The Court by the Sea
The divorce papers were signed on a Tuesday. Elena found herself at the padel club at dawn, standing before the glass walls that had witnessed twelve years of her marriage. Daniel had always loved this court—the way the morning light caught the water droplets on the glass, the satisfying thwack of the padel against the strings, the illusion that they were partners in something larger than themselves.
Now she stood alone, gripping a borrowed racket, her knuckles white.
The instructor, twenty years her junior, moved with an easy confidence she envied. "Your stance is too defensive," he said, adjusting her shoulder with gentle hands. "Play like you have nothing to lose."
Elena laughed, a dry, cracked sound. "That's the one thing I'm certain of."
They volleyed. The ball arced overhead like memory—summer nights, baseball games on the radio, Daniel explaining the nuances of the pitch and swing, how patience was everything. How waiting for the right moment made all the difference. She'd never understood his obsession with baseball, its languorous pacing, its sudden explosions of violence. Now she wondered if he'd been trying to tell her something about their marriage all along.
The padel ball skipped off the wall. She lunged for it, her body remembering what her mind wanted to forget.
Afterward, she walked to the beach behind the club. The Pacific stretched gray and endless before her. She stripped down to her skin and waded into the water, gasping at the cold. It had been three years since she'd last swum—since the miscarriage, since the silence between her and Daniel had grown too vast to cross.
The waves knocked her off balance. She let herself fall, surrendering to the salt and sting. Down in the quiet, she thought of baseball—how the game could stretch on for hours, how anything could happen in those long pauses between pitches. How a single swing could change everything.
She surfaced, gasping, and saw the padel court glowing on the cliff above. The lights had come on automatically, a rectangle of warmth against the darkening sky. Someone was playing—a lone figure moving with deliberate grace, hitting ball after ball against the glass backboard.
Elena watched from the water, shivering, and understood for the first time that the game didn't end when you lost. It only ended when you stopped stepping onto the court.
She swam to shore and began the climb back up.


Work to complete: Reproduce exactly the line that includes "Image resolution: width=733" and all lines after it, ending with the last line of the data.

[Stored items]

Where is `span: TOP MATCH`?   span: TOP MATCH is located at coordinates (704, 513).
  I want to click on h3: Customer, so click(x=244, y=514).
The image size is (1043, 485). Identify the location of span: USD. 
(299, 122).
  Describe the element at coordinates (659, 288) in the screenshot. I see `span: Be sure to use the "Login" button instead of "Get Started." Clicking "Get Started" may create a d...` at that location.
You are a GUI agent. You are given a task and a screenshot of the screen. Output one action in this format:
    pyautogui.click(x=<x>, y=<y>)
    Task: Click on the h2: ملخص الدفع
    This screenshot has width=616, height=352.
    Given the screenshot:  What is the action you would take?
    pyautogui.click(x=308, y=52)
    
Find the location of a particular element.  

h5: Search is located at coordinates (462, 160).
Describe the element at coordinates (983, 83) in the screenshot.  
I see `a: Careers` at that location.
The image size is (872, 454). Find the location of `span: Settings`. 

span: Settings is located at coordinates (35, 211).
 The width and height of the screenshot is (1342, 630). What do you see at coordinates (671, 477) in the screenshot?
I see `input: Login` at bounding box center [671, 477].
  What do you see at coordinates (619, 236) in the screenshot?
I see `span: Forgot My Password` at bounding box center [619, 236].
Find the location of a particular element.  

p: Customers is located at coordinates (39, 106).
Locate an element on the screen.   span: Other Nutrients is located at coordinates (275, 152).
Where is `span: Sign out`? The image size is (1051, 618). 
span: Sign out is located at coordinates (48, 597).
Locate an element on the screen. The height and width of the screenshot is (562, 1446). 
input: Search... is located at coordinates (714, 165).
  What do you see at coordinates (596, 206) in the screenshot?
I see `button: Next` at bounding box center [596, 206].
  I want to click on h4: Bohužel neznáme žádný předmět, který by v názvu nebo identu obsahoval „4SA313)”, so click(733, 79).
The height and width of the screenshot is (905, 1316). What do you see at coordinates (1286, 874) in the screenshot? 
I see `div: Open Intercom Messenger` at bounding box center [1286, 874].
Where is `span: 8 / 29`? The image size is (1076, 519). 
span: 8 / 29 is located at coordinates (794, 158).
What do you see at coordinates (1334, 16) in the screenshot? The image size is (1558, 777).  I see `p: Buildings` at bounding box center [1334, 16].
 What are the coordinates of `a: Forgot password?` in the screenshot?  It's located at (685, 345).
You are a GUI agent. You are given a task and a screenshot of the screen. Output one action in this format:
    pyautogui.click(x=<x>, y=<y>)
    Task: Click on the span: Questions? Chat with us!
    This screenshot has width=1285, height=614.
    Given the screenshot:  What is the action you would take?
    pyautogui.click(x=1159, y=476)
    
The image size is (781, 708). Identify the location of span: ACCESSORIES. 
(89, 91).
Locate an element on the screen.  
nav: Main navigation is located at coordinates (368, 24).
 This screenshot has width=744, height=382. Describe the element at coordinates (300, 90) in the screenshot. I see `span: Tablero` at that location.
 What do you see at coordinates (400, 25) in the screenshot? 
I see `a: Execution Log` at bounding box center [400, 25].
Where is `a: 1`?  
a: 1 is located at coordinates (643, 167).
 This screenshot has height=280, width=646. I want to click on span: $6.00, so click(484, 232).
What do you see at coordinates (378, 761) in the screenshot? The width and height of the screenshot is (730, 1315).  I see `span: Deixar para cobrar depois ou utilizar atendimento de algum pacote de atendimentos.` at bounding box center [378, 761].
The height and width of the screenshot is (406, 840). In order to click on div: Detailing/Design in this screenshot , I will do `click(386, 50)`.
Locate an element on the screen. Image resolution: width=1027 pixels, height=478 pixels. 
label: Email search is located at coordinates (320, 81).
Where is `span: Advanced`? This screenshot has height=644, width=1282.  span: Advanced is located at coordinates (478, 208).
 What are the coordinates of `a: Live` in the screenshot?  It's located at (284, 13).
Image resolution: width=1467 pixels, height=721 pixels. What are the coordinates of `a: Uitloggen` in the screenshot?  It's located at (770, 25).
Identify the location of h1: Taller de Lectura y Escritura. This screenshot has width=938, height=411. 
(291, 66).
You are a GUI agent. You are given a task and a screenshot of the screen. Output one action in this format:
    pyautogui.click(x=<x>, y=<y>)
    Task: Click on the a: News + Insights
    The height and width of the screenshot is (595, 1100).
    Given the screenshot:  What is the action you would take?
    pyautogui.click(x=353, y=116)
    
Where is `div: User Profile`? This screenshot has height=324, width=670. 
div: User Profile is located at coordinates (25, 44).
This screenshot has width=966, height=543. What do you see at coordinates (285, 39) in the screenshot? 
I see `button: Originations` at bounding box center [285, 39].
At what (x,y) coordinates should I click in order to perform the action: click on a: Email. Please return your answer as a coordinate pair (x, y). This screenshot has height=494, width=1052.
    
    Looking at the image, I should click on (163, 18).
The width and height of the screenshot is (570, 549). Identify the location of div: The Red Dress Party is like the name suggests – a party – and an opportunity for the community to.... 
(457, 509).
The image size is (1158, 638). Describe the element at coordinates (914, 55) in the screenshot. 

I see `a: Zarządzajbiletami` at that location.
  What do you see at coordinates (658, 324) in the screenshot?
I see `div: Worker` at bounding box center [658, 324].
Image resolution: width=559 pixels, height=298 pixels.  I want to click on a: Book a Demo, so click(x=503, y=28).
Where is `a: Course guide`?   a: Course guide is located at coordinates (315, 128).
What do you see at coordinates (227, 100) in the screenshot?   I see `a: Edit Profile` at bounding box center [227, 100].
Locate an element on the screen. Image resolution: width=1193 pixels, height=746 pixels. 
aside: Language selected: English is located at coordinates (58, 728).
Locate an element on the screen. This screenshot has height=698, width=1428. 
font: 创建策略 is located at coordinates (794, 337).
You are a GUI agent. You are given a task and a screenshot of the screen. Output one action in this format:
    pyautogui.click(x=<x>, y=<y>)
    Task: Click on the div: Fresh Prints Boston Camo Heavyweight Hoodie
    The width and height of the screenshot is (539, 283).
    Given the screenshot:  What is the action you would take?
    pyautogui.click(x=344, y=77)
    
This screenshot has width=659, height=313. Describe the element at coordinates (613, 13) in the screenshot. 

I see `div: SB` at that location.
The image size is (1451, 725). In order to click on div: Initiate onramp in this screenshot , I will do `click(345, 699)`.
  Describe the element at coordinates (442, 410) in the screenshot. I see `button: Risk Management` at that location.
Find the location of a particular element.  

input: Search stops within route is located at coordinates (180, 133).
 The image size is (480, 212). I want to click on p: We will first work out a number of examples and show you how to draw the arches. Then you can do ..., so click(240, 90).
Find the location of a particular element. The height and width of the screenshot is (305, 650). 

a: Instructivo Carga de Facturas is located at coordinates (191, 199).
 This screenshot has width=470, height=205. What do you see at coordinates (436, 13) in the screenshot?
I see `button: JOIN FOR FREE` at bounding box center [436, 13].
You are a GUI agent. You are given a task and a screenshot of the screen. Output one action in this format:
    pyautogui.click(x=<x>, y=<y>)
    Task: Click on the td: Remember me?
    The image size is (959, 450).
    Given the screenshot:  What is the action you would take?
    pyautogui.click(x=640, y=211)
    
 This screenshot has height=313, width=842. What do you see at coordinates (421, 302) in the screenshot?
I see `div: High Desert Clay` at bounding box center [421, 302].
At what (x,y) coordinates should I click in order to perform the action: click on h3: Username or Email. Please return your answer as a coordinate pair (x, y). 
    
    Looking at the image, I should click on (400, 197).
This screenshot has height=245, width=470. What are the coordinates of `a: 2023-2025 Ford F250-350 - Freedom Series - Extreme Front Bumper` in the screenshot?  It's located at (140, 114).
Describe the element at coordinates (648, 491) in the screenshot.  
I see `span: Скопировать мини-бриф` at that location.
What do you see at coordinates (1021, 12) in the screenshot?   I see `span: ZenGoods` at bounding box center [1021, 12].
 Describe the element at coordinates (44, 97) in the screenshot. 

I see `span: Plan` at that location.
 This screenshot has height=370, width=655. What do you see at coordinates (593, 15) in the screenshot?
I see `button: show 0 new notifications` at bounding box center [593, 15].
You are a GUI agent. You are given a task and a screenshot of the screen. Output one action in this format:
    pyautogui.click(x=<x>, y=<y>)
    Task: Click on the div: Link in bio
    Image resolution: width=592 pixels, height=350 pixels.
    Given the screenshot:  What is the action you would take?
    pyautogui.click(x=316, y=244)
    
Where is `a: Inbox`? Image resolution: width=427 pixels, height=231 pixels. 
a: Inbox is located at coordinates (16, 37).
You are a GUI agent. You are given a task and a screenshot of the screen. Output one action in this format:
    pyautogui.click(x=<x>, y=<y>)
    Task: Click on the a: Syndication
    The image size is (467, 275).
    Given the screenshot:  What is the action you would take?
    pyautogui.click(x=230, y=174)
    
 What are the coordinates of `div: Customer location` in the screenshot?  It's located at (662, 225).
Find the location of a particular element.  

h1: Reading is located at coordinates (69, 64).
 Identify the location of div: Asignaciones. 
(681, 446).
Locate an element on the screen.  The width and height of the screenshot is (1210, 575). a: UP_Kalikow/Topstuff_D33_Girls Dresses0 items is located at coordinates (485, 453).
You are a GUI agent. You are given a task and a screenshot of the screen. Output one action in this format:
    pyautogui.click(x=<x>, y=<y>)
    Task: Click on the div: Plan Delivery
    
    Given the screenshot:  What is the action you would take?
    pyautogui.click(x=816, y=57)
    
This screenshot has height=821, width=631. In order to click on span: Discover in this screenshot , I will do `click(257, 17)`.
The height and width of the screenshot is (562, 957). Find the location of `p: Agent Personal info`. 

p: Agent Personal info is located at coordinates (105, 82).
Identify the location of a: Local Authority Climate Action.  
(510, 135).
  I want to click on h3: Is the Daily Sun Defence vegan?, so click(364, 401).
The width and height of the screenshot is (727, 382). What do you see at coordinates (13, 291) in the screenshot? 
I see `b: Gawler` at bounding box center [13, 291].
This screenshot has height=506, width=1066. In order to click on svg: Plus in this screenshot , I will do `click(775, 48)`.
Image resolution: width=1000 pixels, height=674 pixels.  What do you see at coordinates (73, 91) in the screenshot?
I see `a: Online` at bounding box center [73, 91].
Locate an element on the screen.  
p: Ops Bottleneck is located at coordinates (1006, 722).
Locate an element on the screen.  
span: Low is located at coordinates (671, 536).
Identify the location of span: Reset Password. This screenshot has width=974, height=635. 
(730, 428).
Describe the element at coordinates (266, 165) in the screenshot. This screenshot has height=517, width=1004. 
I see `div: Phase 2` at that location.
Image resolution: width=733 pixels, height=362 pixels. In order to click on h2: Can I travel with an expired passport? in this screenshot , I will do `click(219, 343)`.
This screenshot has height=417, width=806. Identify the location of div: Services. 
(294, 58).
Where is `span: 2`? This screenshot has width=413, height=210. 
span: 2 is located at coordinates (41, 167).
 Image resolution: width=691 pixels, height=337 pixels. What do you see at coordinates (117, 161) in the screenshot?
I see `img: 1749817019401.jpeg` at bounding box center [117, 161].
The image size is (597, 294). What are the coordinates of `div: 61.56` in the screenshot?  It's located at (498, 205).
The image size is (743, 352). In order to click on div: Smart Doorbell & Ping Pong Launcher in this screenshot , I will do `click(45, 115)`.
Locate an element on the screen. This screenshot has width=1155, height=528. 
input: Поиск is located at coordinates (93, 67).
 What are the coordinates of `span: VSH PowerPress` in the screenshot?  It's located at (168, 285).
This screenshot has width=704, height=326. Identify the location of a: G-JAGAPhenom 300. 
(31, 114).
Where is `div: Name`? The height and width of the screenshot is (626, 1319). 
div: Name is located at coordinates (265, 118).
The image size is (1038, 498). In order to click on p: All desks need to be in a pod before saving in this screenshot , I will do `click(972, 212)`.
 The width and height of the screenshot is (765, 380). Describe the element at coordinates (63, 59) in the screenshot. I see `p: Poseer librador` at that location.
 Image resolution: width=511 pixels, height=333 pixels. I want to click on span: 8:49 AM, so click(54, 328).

Exercise output:
Image resolution: width=733 pixels, height=362 pixels. In order to click on h2: Can I travel with an expired passport? in this screenshot , I will do `click(219, 343)`.
This screenshot has height=417, width=806. Identify the location of div: Services. 
(294, 58).
Where is `span: 2`? This screenshot has width=413, height=210. 
span: 2 is located at coordinates (41, 167).
 Image resolution: width=691 pixels, height=337 pixels. What do you see at coordinates (117, 161) in the screenshot?
I see `img: 1749817019401.jpeg` at bounding box center [117, 161].
The image size is (597, 294). What are the coordinates of `div: 61.56` in the screenshot?  It's located at (498, 205).
The image size is (743, 352). In order to click on div: Smart Doorbell & Ping Pong Launcher in this screenshot , I will do `click(45, 115)`.
Locate an element on the screen. This screenshot has width=1155, height=528. 
input: Поиск is located at coordinates (93, 67).
 What are the coordinates of `span: VSH PowerPress` in the screenshot?  It's located at (168, 285).
This screenshot has width=704, height=326. Identify the location of a: G-JAGAPhenom 300. 
(31, 114).
Where is `div: Name`? The height and width of the screenshot is (626, 1319). 
div: Name is located at coordinates (265, 118).
The image size is (1038, 498). In order to click on p: All desks need to be in a pod before saving in this screenshot , I will do `click(972, 212)`.
 The width and height of the screenshot is (765, 380). Describe the element at coordinates (63, 59) in the screenshot. I see `p: Poseer librador` at that location.
 Image resolution: width=511 pixels, height=333 pixels. I want to click on span: 8:49 AM, so click(54, 328).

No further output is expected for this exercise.